The 20014 NEA Jazz Masters will receive their awards in a ceremony at New York’s Lincoln Center Monday evening, January 13. The four recipients are pianist Keith Jarrett, saxophonist Anthony Braxton, bassist Richard Davis and in the jazz advocacy categorypublisher, recording executive and musician Jamey Aebersold. They will be the 32nd group in the jazz community to be so honored since the National Endowment for the Arts established the recognition program in 1982. The affair will include performances by young musicians cited by the NEA as rising stars, among them vibraharpist Warren Wolf and bassist Yasushi Nakamura, There will be appearances by several former medal winners including Jimmy Heath, David Liebman, Roy Haynes and Annie Ross. The ceremony will be streamed live on the internet at 7:30 p.m. on the arts.gov and Jazz at Lincoln Center websites.

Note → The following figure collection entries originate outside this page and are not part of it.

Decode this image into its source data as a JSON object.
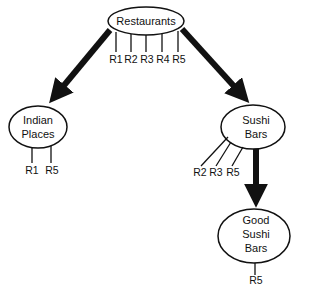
{
  "diagram": {
    "type": "tree",
    "nodes": {
      "root": {
        "lines": [
          "Restaurants"
        ],
        "items": [
          "R1",
          "R2",
          "R3",
          "R4",
          "R5"
        ]
      },
      "indian": {
        "lines": [
          "Indian",
          "Places"
        ],
        "items": [
          "R1",
          "R5"
        ]
      },
      "sushi": {
        "lines": [
          "Sushi",
          "Bars"
        ],
        "items": [
          "R2",
          "R3",
          "R5"
        ]
      },
      "good_sushi": {
        "lines": [
          "Good",
          "Sushi",
          "Bars"
        ],
        "items": [
          "R5"
        ]
      }
    },
    "edges": [
      {
        "from": "Restaurants",
        "to": "Indian Places"
      },
      {
        "from": "Restaurants",
        "to": "Sushi Bars"
      },
      {
        "from": "Sushi Bars",
        "to": "Good Sushi Bars"
      }
    ],
    "colors": {
      "stroke": "#111111",
      "background": "#ffffff"
    }
  }
}
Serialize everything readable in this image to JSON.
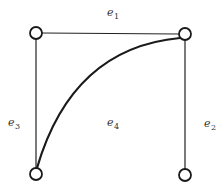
{
  "diagram": {
    "type": "graph",
    "nodes": [
      {
        "id": "v1",
        "position": "top-left",
        "cx": 36,
        "cy": 33
      },
      {
        "id": "v2",
        "position": "top-right",
        "cx": 185,
        "cy": 34
      },
      {
        "id": "v3",
        "position": "bottom-left",
        "cx": 36,
        "cy": 174
      },
      {
        "id": "v4",
        "position": "bottom-right",
        "cx": 185,
        "cy": 175
      }
    ],
    "edges": [
      {
        "id": "e1",
        "from": "v1",
        "to": "v2",
        "shape": "straight",
        "label": {
          "base": "e",
          "sub": "1"
        }
      },
      {
        "id": "e2",
        "from": "v2",
        "to": "v4",
        "shape": "straight",
        "label": {
          "base": "e",
          "sub": "2"
        }
      },
      {
        "id": "e3",
        "from": "v1",
        "to": "v3",
        "shape": "straight",
        "label": {
          "base": "e",
          "sub": "3"
        }
      },
      {
        "id": "e4",
        "from": "v3",
        "to": "v2",
        "shape": "curve",
        "label": {
          "base": "e",
          "sub": "4"
        }
      }
    ],
    "colors": {
      "stroke": "#1a1a1a",
      "background": "#ffffff",
      "label": "#333333"
    }
  }
}
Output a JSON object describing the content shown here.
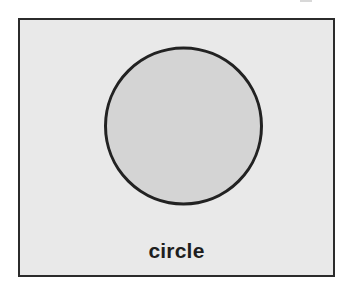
{
  "diagram": {
    "shape": {
      "type": "circle",
      "icon": "circle-icon",
      "fill": "#d4d4d4",
      "stroke": "#222222",
      "stroke_width": 3
    },
    "label": "circle",
    "colors": {
      "frame_background": "#e9e9e9",
      "frame_border": "#2b2b2b",
      "label_color": "#1e1e1e"
    }
  }
}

Over the next three days, Rifftides will post sketches about and performances by the new Jazz Masters, beginning with Davis. The bassist was a powerful presence on the New York jazz scene in the 1960s and ‘70s and remained in demand in clubs and studios there even after 1977, when he moved to the Midwest and a professorship at the University of Wisconsin. To give you an idea of the scope of Davis’s abilities, here are two brief segments from my notes for his 1972 album The Philosophy of the Spiritual:
If you were watching a few seasons ago when the National Educational Television network broadcast a Boston Symphony Orchestra concert of Igor Stravinsky conducting some of his works, you saw the maestro emerge from the wings and bow toward a bassist added for the special occasion. At the conclusion of the concert, Stravinsky paused as he left the stage to put his hand on the bassist’s shoulder, a tribute to the slender, elegant black man many musicians consider the world’s greatest bass player. He is Richard Davis.
The following Monday night, Davis was jammed between the saxophone section and a wall of the Village Vanguard, Max Gordon’s funky little wedge-shaped basement in New York. The Vanguard is a far cry from Symphony Hall, but it’s Valhalla to aficionados of the Thad Jones-Mel Lewis Orchestra…
Davis was the bassist for the Jones-Lewis band from 1966 to 1972, which many musicians, listeners and critics believe to have been the orchestra’s peak years. During that time, as a freelancer he was in constant demand for concerts and recording sessions with artists as varied as Earl Hines, Eric Dolphy, Frank Sinatra and John Lennon. I’ve always been partial to the photograph above of Davis playing his lion-headed bass at the recording session for Phil Woods’ Musique Du Bois (1974). The dream rhythm section was Davis, pianist Jaki Byard and drummer Alan Dawson.
From The Philoslophy of the Spiritual, here he is (left channel) with fellow bassist Bill Lee (right channel), pianist Chick Corea, guitarist Sam Brown, drummer Sonny Brown and Frankie Dunlop adding subtle percussion touches.